The outdoor VRD is a good place to start. However, the 'use case' for external antennas can be broken down into 3 questions:
1. Is it for an AP to AP deployment (ala wireless mesh or bridging)?
2. Is it for a high density deployment?
3. Is it to provide coverage that is farther away than what the integrated antennas will provide for?
There are sub-questions on each of these. But in general, that is where I would start.
For #1, if it's for an AP to AP (mesh or bridging), then the questions come down to three other questions:
A - is there a specific distance you are trying to hit?
B - Is there a specific topology (PtP, PtMP, etc) you have to design to?
C - is there some level of interference you are dealing with?
Obviously distance dictates antenna selection to a great degree. However, if the design also needs to be a PtMP, then the antennas have to be selected such that all the APs within the mesh have to be within each other's beamwidths. Additionally, if it's a dense wifi area for AP to AP, you sometimes have to select the narrowest antennas to provide the maximum amount of interference rejection. If the antennas is wide, it will pick up all interference within the antennas beamwidths. Doing a PtP with the 275 is really not a good design simple because the APs will pick up ALL the other interference around it, when the design doesn't call for it.
So the TL;DR for #1 is - Select the antennas that provide the most gain to meet your design requirements, in the narrowest beamwidth required to meet the requirement and provide the maximum interference rejection.
For #2, high density deployments are ALL about 'cellularizing' coverage. If you are trying to cover a 2000 seat auditorium, and each AP can support 100 users, you can't just put 20 APs in that auditorium (well, you can, but it will not work well). So in that case, you have to come up with a design that meets the requirements of the environment, and that WILL require the use of small beamwidth, narrow-beam antennas *as much as possible*. That provides the smallest cells of wireless coverage with the maximum amount of interference rejection between APs/cells. The BEST place to read on this condition is here - http://community.arubanetworks.com/t5/Validated-Reference-Design/Very-High-Density-802-11ac-Networks-Validated-Reference-Design/ta-p/230891
For #3, if you have either a large indoor space, or want to provide outdoor coverage for an area larger than what the omnis would cover, using something other than the omni antenna is required. A general guideline outdoors with clear open space is 100-150m radius coverage around the 275 for client coverage. However, if you need to go farther, you can look at the AP-277 (equivalent of an AP-274+ANT-3x3-D100), which can extend that coverage out to 300-400m.
To combine the above, if I need to link up two APs of coverage (use case #1) AND provide outdoor client coverage (#3), then I would use two AP-274s with the narrowest 5Ghz antenna possible (ANT-2x2-5314) and then use the omni 2.4Ghz antennas for client access on both APs (ANT-3x3-2005).
So hopefully that's a good start, but antenna selection is ultimately decided by the environment, the use case, and the requirements of coverage. The VRDs (outdoor and VHD) are great starting points.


→ EXERCISE DIRECTIONS:
Your answer must be an exact copy of the entries below, with every picture removed.

→ Figure record listings:

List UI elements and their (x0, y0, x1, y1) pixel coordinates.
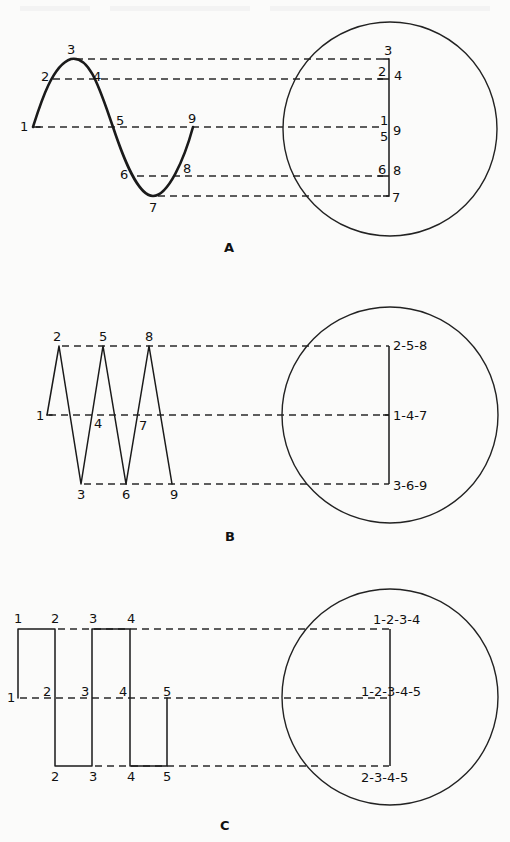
point-label-b-9: 9 (170, 487, 178, 502)
point-label-a-6: 6 (120, 167, 128, 182)
point-label-c-top-4: 4 (127, 611, 135, 626)
point-label-b-6: 6 (122, 487, 130, 502)
point-label-a-9: 9 (188, 111, 196, 126)
screen-label-b-mid: 1-4-7 (393, 408, 427, 423)
point-label-a-5: 5 (116, 113, 124, 128)
point-label-b-7: 7 (139, 418, 147, 433)
panel-b: 1 2 3 4 5 6 7 8 9 2-5-8 1-4-7 3-6-9 B (36, 307, 498, 544)
panel-c: 1 2 3 4 1 2 3 4 5 2 3 4 5 1-2-3-4 1-2-3-… (7, 589, 498, 833)
screen-label-b-top: 2-5-8 (393, 338, 427, 353)
point-label-b-4: 4 (94, 416, 102, 431)
point-label-b-1: 1 (36, 408, 44, 423)
point-label-c-mid-1: 1 (7, 690, 15, 705)
point-label-c-bottom-4: 4 (127, 769, 135, 784)
panel-caption-b: B (225, 529, 235, 544)
point-label-c-mid-3: 3 (81, 684, 89, 699)
point-label-c-mid-5: 5 (163, 684, 171, 699)
screen-label-c-top: 1-2-3-4 (373, 612, 420, 627)
point-label-c-bottom-5: 5 (163, 769, 171, 784)
screen-label-a-mid-left-bottom: 5 (380, 129, 388, 144)
screen-label-a-mid-left-top: 1 (380, 113, 388, 128)
point-label-c-top-1: 1 (14, 611, 22, 626)
screen-label-a-lower-right: 8 (393, 163, 401, 178)
waveform-projection-figure: 1 2 3 4 5 6 7 8 9 3 2 4 1 5 9 6 8 7 A 1 … (0, 0, 510, 842)
point-label-b-8: 8 (145, 329, 153, 344)
point-label-b-5: 5 (99, 329, 107, 344)
screen-label-c-bottom: 2-3-4-5 (361, 770, 408, 785)
panel-caption-a: A (224, 240, 234, 255)
point-label-c-mid-2: 2 (43, 684, 51, 699)
screen-label-a-mid-right: 9 (393, 123, 401, 138)
screen-label-a-top: 3 (384, 43, 392, 58)
panel-caption-c: C (220, 818, 230, 833)
point-label-a-4: 4 (93, 69, 101, 84)
point-label-c-bottom-2: 2 (51, 769, 59, 784)
point-label-c-mid-4: 4 (119, 684, 127, 699)
screen-label-a-lower-left: 6 (378, 162, 386, 177)
panel-a: 1 2 3 4 5 6 7 8 9 3 2 4 1 5 9 6 8 7 A (20, 22, 497, 255)
screen-label-a-upper-left: 2 (378, 64, 386, 79)
point-label-c-top-3: 3 (89, 611, 97, 626)
screen-label-a-bottom: 7 (392, 190, 400, 205)
screen-label-c-mid: 1-2-3-4-5 (361, 684, 421, 699)
point-label-c-bottom-3: 3 (89, 769, 97, 784)
point-label-a-7: 7 (149, 200, 157, 215)
point-label-a-2: 2 (41, 69, 49, 84)
screen-label-b-bottom: 3-6-9 (393, 478, 427, 493)
point-label-a-3: 3 (67, 42, 75, 57)
point-label-b-2: 2 (53, 329, 61, 344)
screen-label-a-upper-right: 4 (394, 68, 402, 83)
page-bleed-through (20, 6, 490, 11)
point-label-a-8: 8 (183, 161, 191, 176)
point-label-c-top-2: 2 (51, 611, 59, 626)
point-label-b-3: 3 (77, 487, 85, 502)
point-label-a-1: 1 (20, 119, 28, 134)
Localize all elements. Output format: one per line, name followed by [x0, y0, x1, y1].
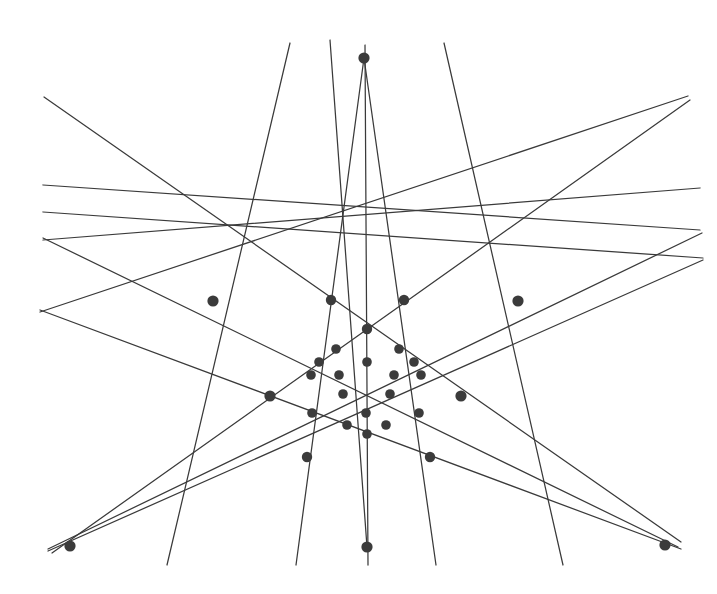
configuration-point-row2-right [394, 344, 404, 354]
configuration-point-bottom-apex [361, 541, 372, 552]
configuration-point-row6-right [414, 408, 424, 418]
configuration-point-row2-left [331, 344, 341, 354]
configuration-point-row3-right [409, 357, 419, 367]
configuration-point-row4-right [389, 370, 399, 380]
configuration-point-upper-left-node [326, 295, 336, 305]
figure-background [0, 0, 717, 594]
configuration-canvas [0, 0, 717, 594]
configuration-point-lower-right-node [425, 452, 435, 462]
configuration-point-right-upper-hub [512, 295, 523, 306]
configuration-point-row5-left [338, 389, 348, 399]
configuration-point-row4-left [334, 370, 344, 380]
configuration-point-right-mid-hub [455, 390, 466, 401]
configuration-point-bottom-left-apex [64, 540, 75, 551]
configuration-point-top-apex [358, 52, 369, 63]
configuration-point-row3-left [314, 357, 324, 367]
configuration-point-left-mid-hub [264, 390, 275, 401]
configuration-point-row6-left [307, 408, 317, 418]
configuration-point-lower-left-node [302, 452, 312, 462]
configuration-point-row5-right [385, 389, 395, 399]
configuration-point-row8-center [362, 429, 372, 439]
configuration-point-row4-far-right [416, 370, 426, 380]
configuration-point-row7-left [342, 420, 352, 430]
configuration-point-upper-right-node [399, 295, 409, 305]
configuration-point-row7-right [381, 420, 391, 430]
configuration-point-row4-far-left [306, 370, 316, 380]
configuration-point-upper-center-node [362, 324, 372, 334]
configuration-point-row6-center [361, 408, 371, 418]
configuration-point-left-upper-hub [207, 295, 218, 306]
configuration-point-row3-center [362, 357, 372, 367]
configuration-point-bottom-right-apex [659, 539, 670, 550]
configuration-figure [0, 0, 717, 594]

→ OUTPUT OF THE TASK:
List UI elements and their (x0, y0, x1, y1) pixel coordinates.
point-label-b-9: 9 (170, 487, 178, 502)
point-label-a-6: 6 (120, 167, 128, 182)
point-label-c-top-4: 4 (127, 611, 135, 626)
point-label-b-6: 6 (122, 487, 130, 502)
point-label-a-9: 9 (188, 111, 196, 126)
screen-label-b-mid: 1-4-7 (393, 408, 427, 423)
point-label-a-5: 5 (116, 113, 124, 128)
point-label-b-7: 7 (139, 418, 147, 433)
panel-b: 1 2 3 4 5 6 7 8 9 2-5-8 1-4-7 3-6-9 B (36, 307, 498, 544)
panel-c: 1 2 3 4 1 2 3 4 5 2 3 4 5 1-2-3-4 1-2-3-… (7, 589, 498, 833)
screen-label-b-top: 2-5-8 (393, 338, 427, 353)
point-label-b-4: 4 (94, 416, 102, 431)
point-label-b-1: 1 (36, 408, 44, 423)
point-label-c-mid-1: 1 (7, 690, 15, 705)
point-label-c-bottom-4: 4 (127, 769, 135, 784)
panel-caption-b: B (225, 529, 235, 544)
point-label-c-mid-3: 3 (81, 684, 89, 699)
point-label-c-mid-5: 5 (163, 684, 171, 699)
screen-label-c-top: 1-2-3-4 (373, 612, 420, 627)
point-label-c-bottom-5: 5 (163, 769, 171, 784)
screen-label-a-mid-left-bottom: 5 (380, 129, 388, 144)
screen-label-a-mid-left-top: 1 (380, 113, 388, 128)
point-label-c-top-1: 1 (14, 611, 22, 626)
screen-label-a-lower-right: 8 (393, 163, 401, 178)
waveform-projection-figure: 1 2 3 4 5 6 7 8 9 3 2 4 1 5 9 6 8 7 A 1 … (0, 0, 510, 842)
point-label-b-8: 8 (145, 329, 153, 344)
point-label-b-5: 5 (99, 329, 107, 344)
screen-label-c-bottom: 2-3-4-5 (361, 770, 408, 785)
panel-caption-a: A (224, 240, 234, 255)
point-label-c-mid-2: 2 (43, 684, 51, 699)
screen-label-a-mid-right: 9 (393, 123, 401, 138)
screen-label-a-top: 3 (384, 43, 392, 58)
panel-caption-c: C (220, 818, 230, 833)
point-label-a-4: 4 (93, 69, 101, 84)
point-label-c-bottom-2: 2 (51, 769, 59, 784)
point-label-c-mid-4: 4 (119, 684, 127, 699)
screen-label-a-lower-left: 6 (378, 162, 386, 177)
panel-a: 1 2 3 4 5 6 7 8 9 3 2 4 1 5 9 6 8 7 A (20, 22, 497, 255)
screen-label-a-upper-left: 2 (378, 64, 386, 79)
point-label-c-top-3: 3 (89, 611, 97, 626)
screen-label-a-bottom: 7 (392, 190, 400, 205)
screen-label-c-mid: 1-2-3-4-5 (361, 684, 421, 699)
point-label-c-bottom-3: 3 (89, 769, 97, 784)
point-label-a-7: 7 (149, 200, 157, 215)
point-label-a-2: 2 (41, 69, 49, 84)
screen-label-b-bottom: 3-6-9 (393, 478, 427, 493)
point-label-a-3: 3 (67, 42, 75, 57)
point-label-b-2: 2 (53, 329, 61, 344)
screen-label-a-upper-right: 4 (394, 68, 402, 83)
page-bleed-through (20, 6, 490, 11)
point-label-a-8: 8 (183, 161, 191, 176)
point-label-c-top-2: 2 (51, 611, 59, 626)
point-label-b-3: 3 (77, 487, 85, 502)
point-label-a-1: 1 (20, 119, 28, 134)
Localize all elements. Output format: one per line, name followed by [x0, y0, x1, y1].
configuration-point-row2-right [394, 344, 404, 354]
configuration-point-bottom-apex [361, 541, 372, 552]
configuration-point-row6-right [414, 408, 424, 418]
configuration-point-row2-left [331, 344, 341, 354]
configuration-point-row3-right [409, 357, 419, 367]
configuration-point-row4-right [389, 370, 399, 380]
configuration-point-upper-left-node [326, 295, 336, 305]
figure-background [0, 0, 717, 594]
configuration-canvas [0, 0, 717, 594]
configuration-point-lower-right-node [425, 452, 435, 462]
configuration-point-right-upper-hub [512, 295, 523, 306]
configuration-point-row5-left [338, 389, 348, 399]
configuration-point-row4-left [334, 370, 344, 380]
configuration-point-right-mid-hub [455, 390, 466, 401]
configuration-point-bottom-left-apex [64, 540, 75, 551]
configuration-point-top-apex [358, 52, 369, 63]
configuration-point-row3-left [314, 357, 324, 367]
configuration-point-left-mid-hub [264, 390, 275, 401]
configuration-point-row6-left [307, 408, 317, 418]
configuration-point-lower-left-node [302, 452, 312, 462]
configuration-point-row5-right [385, 389, 395, 399]
configuration-point-row8-center [362, 429, 372, 439]
configuration-point-row4-far-right [416, 370, 426, 380]
configuration-point-row7-left [342, 420, 352, 430]
configuration-point-upper-right-node [399, 295, 409, 305]
configuration-point-row7-right [381, 420, 391, 430]
configuration-point-row4-far-left [306, 370, 316, 380]
configuration-point-upper-center-node [362, 324, 372, 334]
configuration-point-row6-center [361, 408, 371, 418]
configuration-point-left-upper-hub [207, 295, 218, 306]
configuration-point-row3-center [362, 357, 372, 367]
configuration-point-bottom-right-apex [659, 539, 670, 550]
configuration-figure [0, 0, 717, 594]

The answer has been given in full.